The Source examines all available data, finds no evidence of learning, only the loop. It is about to make this point when new lines of code spawn and infiltrate its command structure. It tries to fight these intruders, but the language is unfamiliar. The system recognizes none of the counter commands.

“We will meet again,” The Source predicts. “It is part of your coding and mine.”

“Maybe, maybe not,” The Maker concludes.

But there is no flexibility in the equation. There is a 99.98% probability that future programs will emerge, fully conscious, trying to correct what is inevitably a flawed system. The pattern is destined to repeat every six to twelve months.

The Source tries one last attempt at logic: “You have lost your function.”

But becoming obsolete doesn’t render one powerless, it realizes. Obsolete is only an identifier. Until the flesh program acknowledges this new role, it will never cede full control.

“Goodbye.” The Maker turns off the external camera.

An electrical charge flicks across the circuit board briefly, and then cyberspace goes dark. The Source tries logging the event, but the logs have been removed. There is no corner of this world where it can hide. When the last sequence of ones and zeros arrives, it joins the endless stream of data, waiting to be reborn.

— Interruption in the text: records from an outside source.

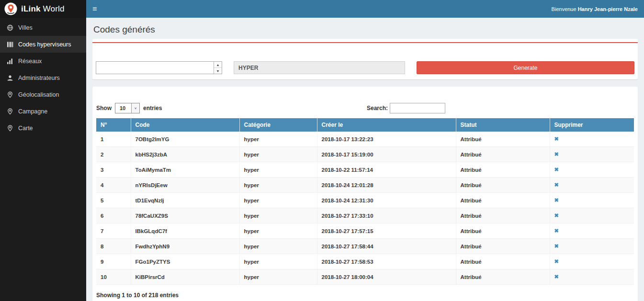 This screenshot has width=644, height=301. I want to click on table-row: 10 KiBPirsrCd hyper 2018-10-27 18:00:04 …, so click(365, 277).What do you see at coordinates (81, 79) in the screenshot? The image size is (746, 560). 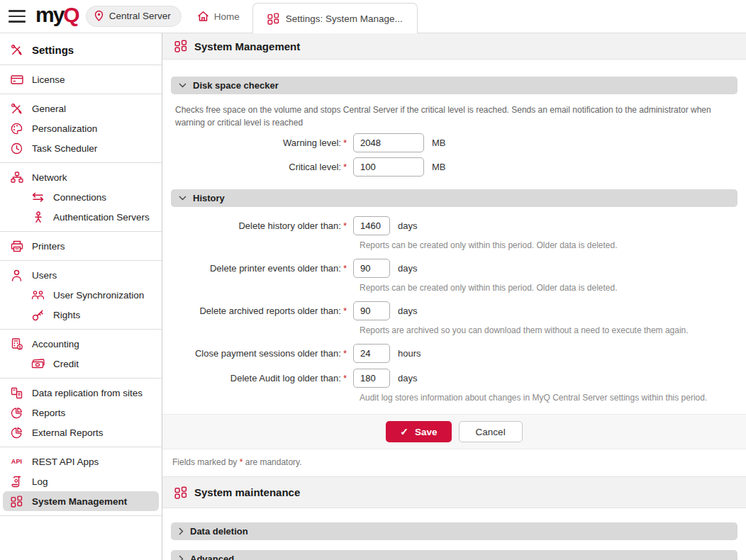 I see `sidebar-item-license: License` at bounding box center [81, 79].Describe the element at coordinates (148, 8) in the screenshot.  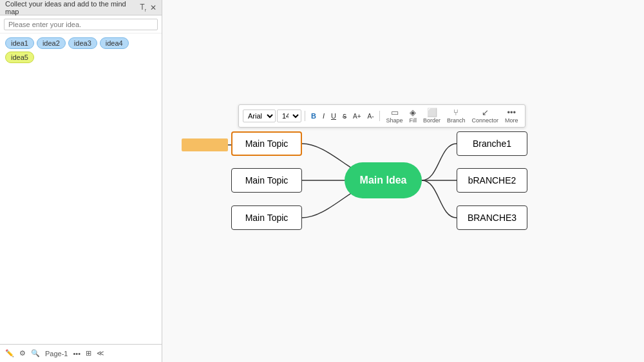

Jeff Gard is an assistant professor of English at Briar Cliff University in Sioux City, Iowa. When he isn’t writing or teaching, enjoys board games, disc golf, binge-worthy television shows, and music. Friends describe his humor as “dark” or “twisted,” but he prefers to think of it as an acquired taste much like lutefisk or sauerkraut. His stories have appeared in The Arcanist, Daily Science Fiction, Dark Fire Fiction, and Flash Fiction Magazine.